Keywords: human resilience as a function of human adaptation; psychosocial and mental well-being in post-conflict and post-disaster settings; water supply, sanitation and hygiene promotion in East Africa, Horn of Africa, India and Afghanistan; international humanitarian policy and public health; social-ecological resilience and sustainability in Sub-Saharan Africa.
Her main research interests are the socio-cultural determinants of resilience; the role of social capital (social support, social cohesion, informal and formal institutions that sustain shared values, trust and reciprocity) in promoting and sustaining psychosocial and mental well-being. Dr. Almedom is also engaged in advising masters and doctoral students whose research projects range from ethnobotany, cultural and social-ecological resilience to water resources management and sustainability. She serves as core faculty advisor in the Water: Science, Systems and Society (WSSS) cross-school Program; and several of the undergraduate-focused programs of the Institute for Global Leadership including EPIIC, Voices from the Field, Engineers Without Borders (EWB) and the newly established local student-led, precedent-setting Chapter of Physicians for Human Rights (PHR).
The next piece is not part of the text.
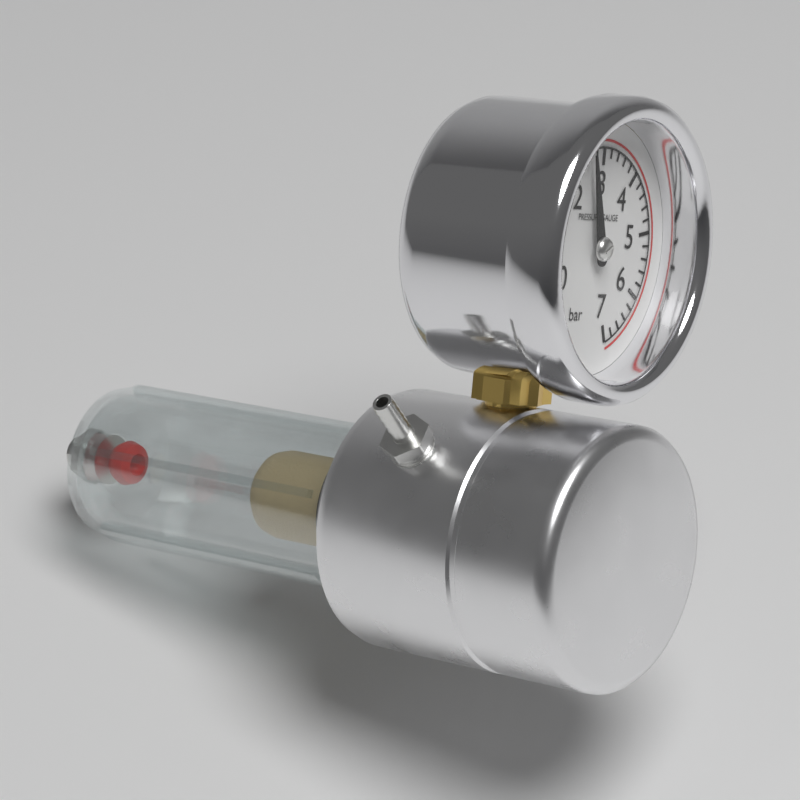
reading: 2.6 bar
Dr Almedom brings a holistic international perspective to the study of health, culture and sustainability. Dr. Almedom directs the Luce Program, which has offered highly valued interdisciplinary research and internship opportunities in public health to Tufts students (graduate and undergraduate) both on campus and in the field; including the competitive Luce-IGL student research scholarship in collaboration with the International Relations Program. She is also collaborating with the MPH Program on a new course, “Media, Health and Complex Emergencies” to be offered in 2007. More Information.
Keywords: diarrheal disease, E. coli toxins, malnutrition, HIV, India, Vietnam, Argentina, South Africa, Injection drug use
Dr. Gorbach is a Professor of Medicine, Public Health, and Microbiology at the Medical School. He is also a Professor at the Nutrition School and former Chair of the Division of Geographic Medicine and Infectious Diseases and of the Division of Nutrition and Infection. He has been involved in research related to global issues in nutrition and infectious disease for the last 45 years. He worked in Calcutta in the 1960’s, he and his groups made the original description of toxin production by E. coli bacteria (ETEC) as causative agents for watery diarrheal disease. At the same time he worked with colleagues in South India to describe the epidemic form of tropical sprue. Dr. Gorbach has been continuously funded by the NIH for more than 30 years to conduct research in diarrheal disease, nutritional and metabolic status in HIV, and manifestations of HIV infection in individuals with co-morbid hepatitis B and C . He is also working with a group of investigators in South Africa on manifestations of HIV disease in a pediatric population, in which the role of malnutrition and diarrheal disease is quantified. He has worked in Mexico and other regions in South America as well as in Africa and India. He is currently the PI of a NIDA funded study of metabolic abnormalities in drug using populations in Hanoi Vietnam, Chennai, Tamilnadu, India and Buenos Aires, Argentina. He sits on the CFAR executive committee and is the director of the GI, Nutrition and Metabolism Core, which has supported work in India and Vietnam, and he is the PI of the NIDA funded Center for Drug Abuse and AIDS Research (CDAAR).